What to do → Among the entries below, only the lines starting at the one with "You are a GUI" and ending at the one with "Task: Click on", both included, are to be printed exactly.

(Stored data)

§ §

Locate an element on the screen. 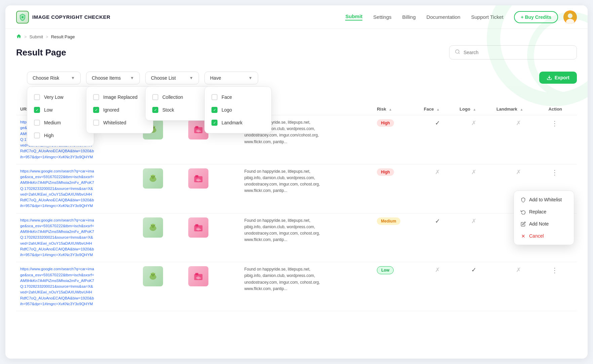 The height and width of the screenshot is (364, 593). landmark-cell: ✗ is located at coordinates (518, 287).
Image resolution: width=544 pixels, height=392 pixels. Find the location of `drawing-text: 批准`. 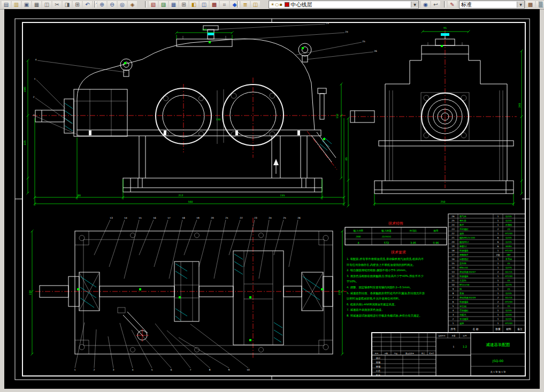

drawing-text: 批准 is located at coordinates (378, 375).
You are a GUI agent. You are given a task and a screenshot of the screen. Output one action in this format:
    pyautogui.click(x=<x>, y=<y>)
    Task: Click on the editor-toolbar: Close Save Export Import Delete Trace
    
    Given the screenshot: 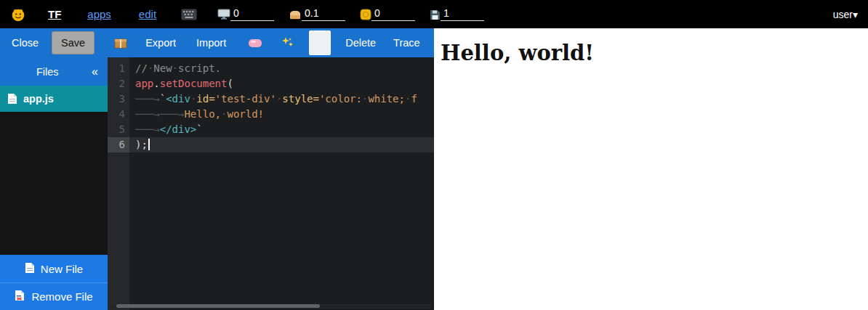 What is the action you would take?
    pyautogui.click(x=217, y=43)
    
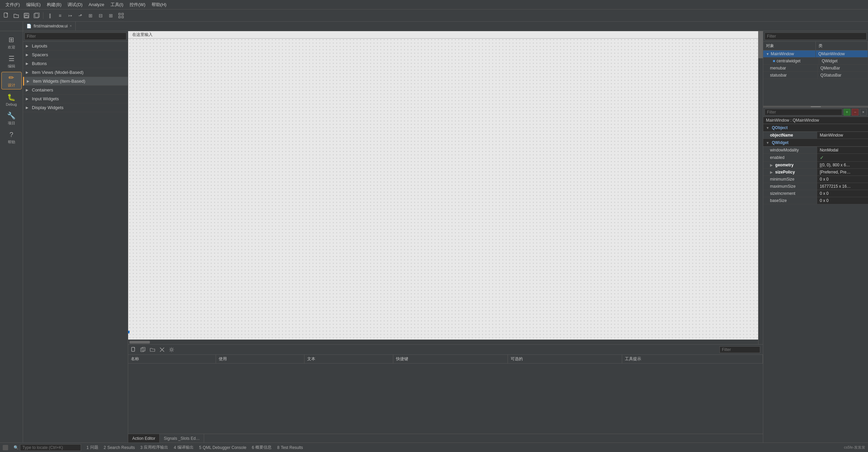 This screenshot has width=868, height=452. I want to click on buttons-label: Buttons, so click(39, 64).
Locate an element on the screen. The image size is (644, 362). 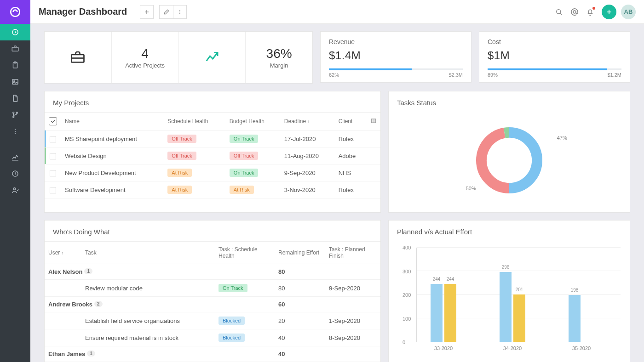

§ §

Result →
You are a GUI agent. You are given a task and a screenshot of the screen. Output one action in this format:
    pyautogui.click(x=<x>, y=<y>)
    Task: Click on the editor-toolbar: Close Save Export Import Delete Trace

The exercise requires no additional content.